Developed by Grasshopper Manufacture
Published by Kadokawa Games and Warner Bros Interactive Entertainment

            Suda51 is an incredibly inconsistent game developer, and it’s glorious, if only because each game is different.  His games have gone from third-person shooters to beat-em-ups to…whatever Killer7 was, with bizarre story and dialogue to match.  Lollipop Chainsaw is not his craziest, but it may be one of the most fun ones to play.
            Juliet Starling (Tara Strong) is a normal high school girl.  She’s a cheerleader, she’s got a boyfriend, and she’s a zombie hunter.  On her 18th birthday, though, things go terribly wrong as her school is infested with zombies unleashed by the resident goth kid, Swan (Sean Gunn).  It’s up to her and the decapitated head of her boyfriend, Nick (Michael Rosenbaum) to defeat the zombies and save the world.

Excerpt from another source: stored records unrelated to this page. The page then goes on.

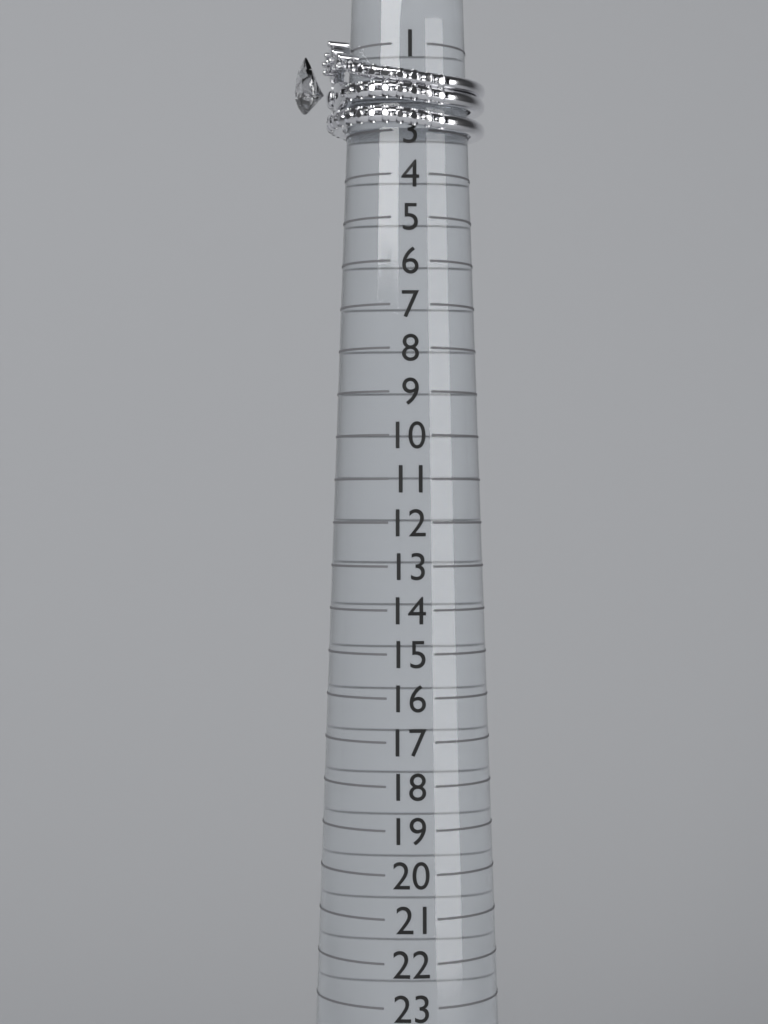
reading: 3 (no unit)
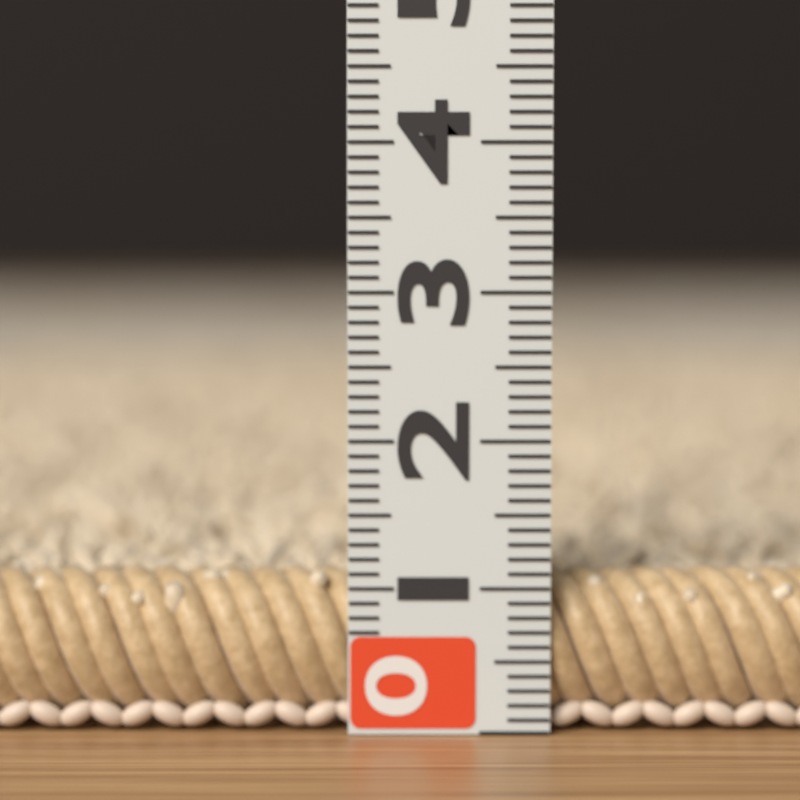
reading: 1.1 (no unit)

            Most of the gameplay takes a fairly standard hack-and-slash style.  Armed with, what else, a chainsaw, the game throws hordes of zombies at you that you have to slice through before you can move on.  The game does help to avoid the button mashing that can sometimes become too easy in this genre, with a good use of combos required to kill zombies effectively.  You’re also rewarded with extra medals (the game’s currency) by killing 3 or more zombies at once, so it’s in your best interest to line them up and knock them all down at once instead of just making wild slashes.  The game also gives you more abilities as you go through that change up the zombie-killing game.  Even giving you a gun, though, just adds to the strategy instead of turning it into an outright shooter.  It’s smartly done.

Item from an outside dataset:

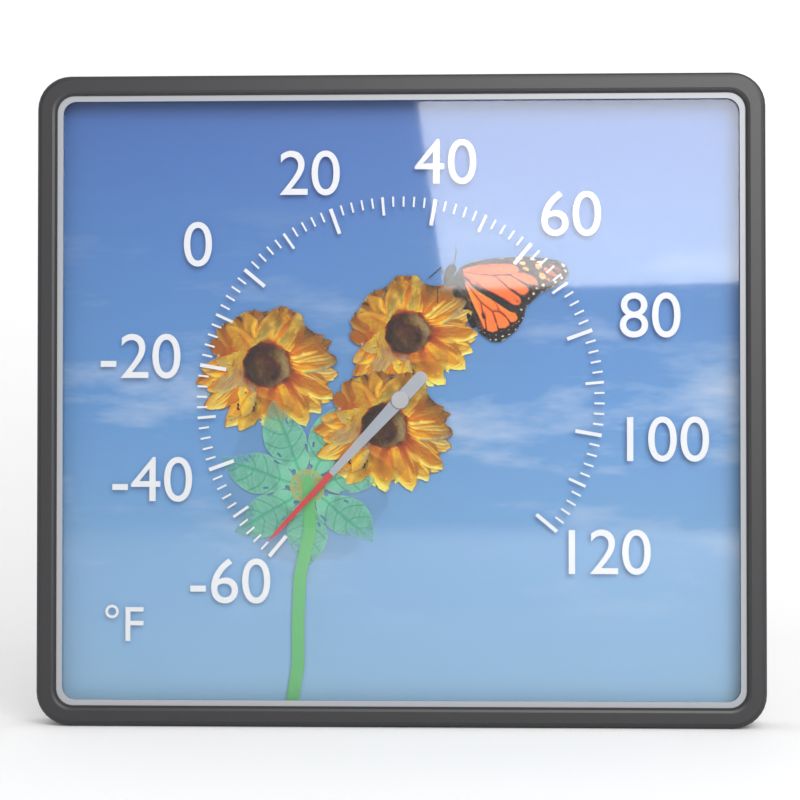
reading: -58 °F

            And, of course, there’s a little more than just killing zombies normally.  Right at the edge of getting on repetition, the game will throw something new at you that changes things up.  Playing zombie baseball and basketball, throwing Nick on a headless zombie for a QTE event, arcade games, riding a combine harvester.  Part of the fun of the game is just finding out what you’re going to do next.  And the game also has plenty of hilarious dialogue (adapted for America by James Gunn, the director of the upcoming Guardians of the Galaxy), especially between Nick and Juliet.  Their pointless conversations are endlessly amusing, discussing things from Nick’s favorite color to Juliet’s oddball sisters.  There are some repetitive parts where the characters will just keep saying the same thing over and over.  The use of licensed music in the game also has to be praised.  The Runaways’ Cherry Bomb on the start screen, Toni Basil’s Mickey playing during the super mode, Buckner & Garcia’s Pac-Man Fever in the arcade level, and naturally, Lollipop in the shop screen.  It all fits in well and puts a smile on your face, and is perfectly mixed with the game’s normal OST.

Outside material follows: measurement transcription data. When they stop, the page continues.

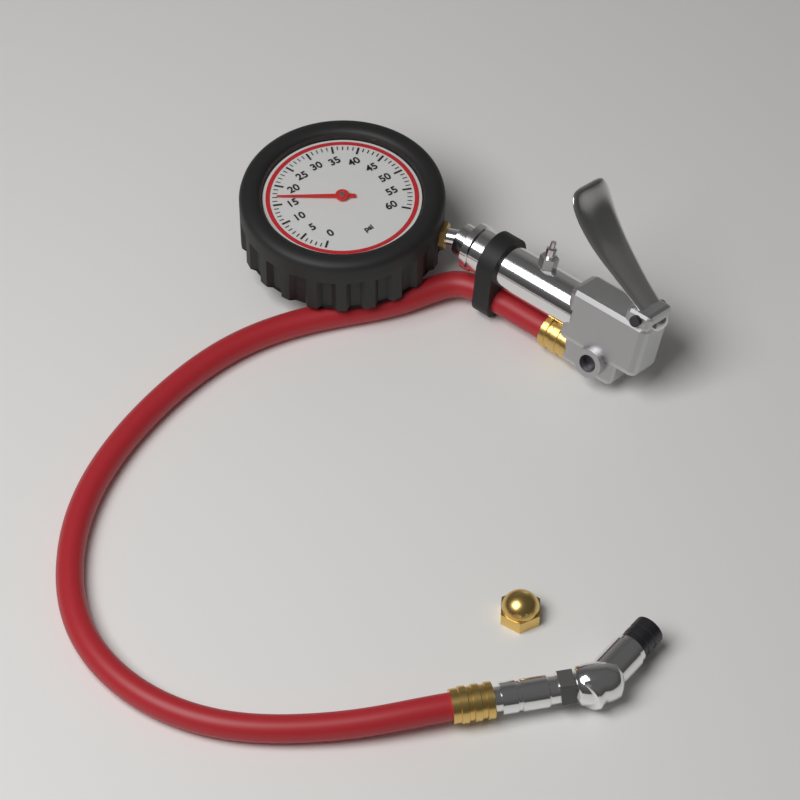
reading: 17 psi
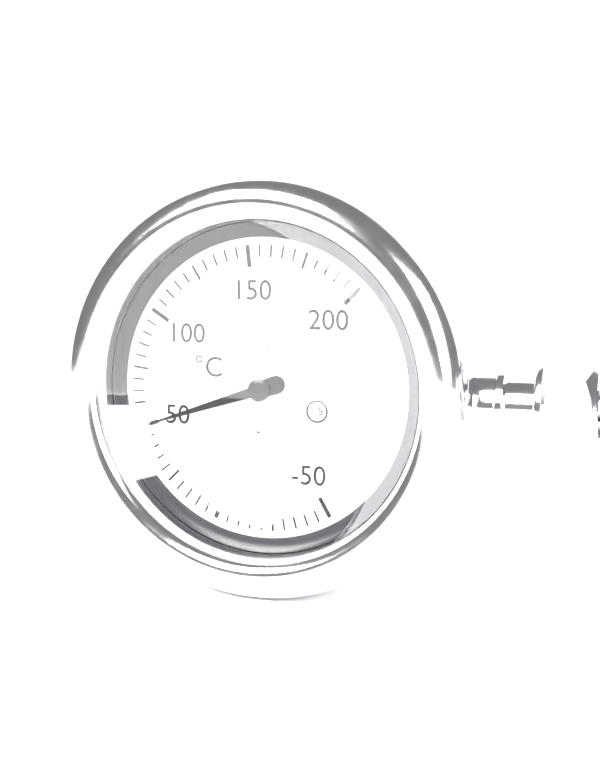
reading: 50 °C
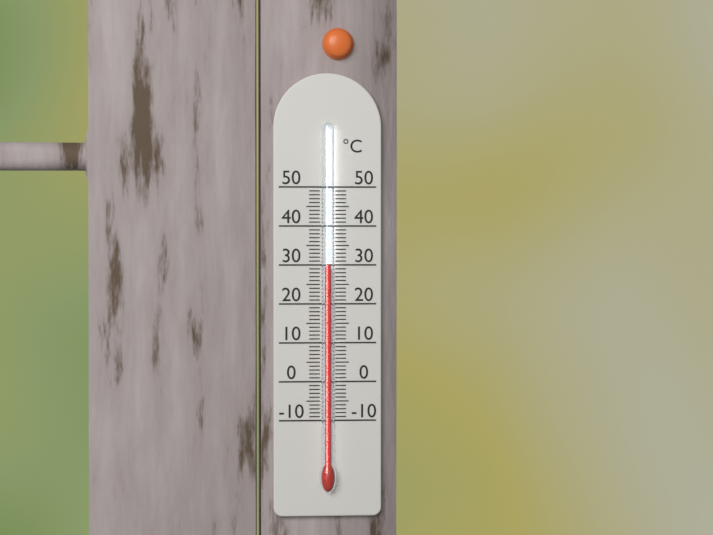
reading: 30 °C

            There is one thing that has to be pointed out: the sexualization of the main character.  This being Suda51, it’s entirely possible that it’s all done in jest or it’s meant to be satirical.  People have even pointed out that Nick’s treatment in the game mirrors the normal treatment of female characters in games.  However, there are parts of it that still just feel unnecessary, not least of all being that there’s an achievement for looking up Juliet’s skirt.  Juliet is a badass female character, but just like Bayonetta and Lara Croft, it feels like we still can’t have badass female characters in games without some cheesecake.

            Regardless of those problems, Lollipop Chainsaw is still a fun and funny game.  Plenty of variety in gameplay makes zombie killing feel fresh for the first time in a while.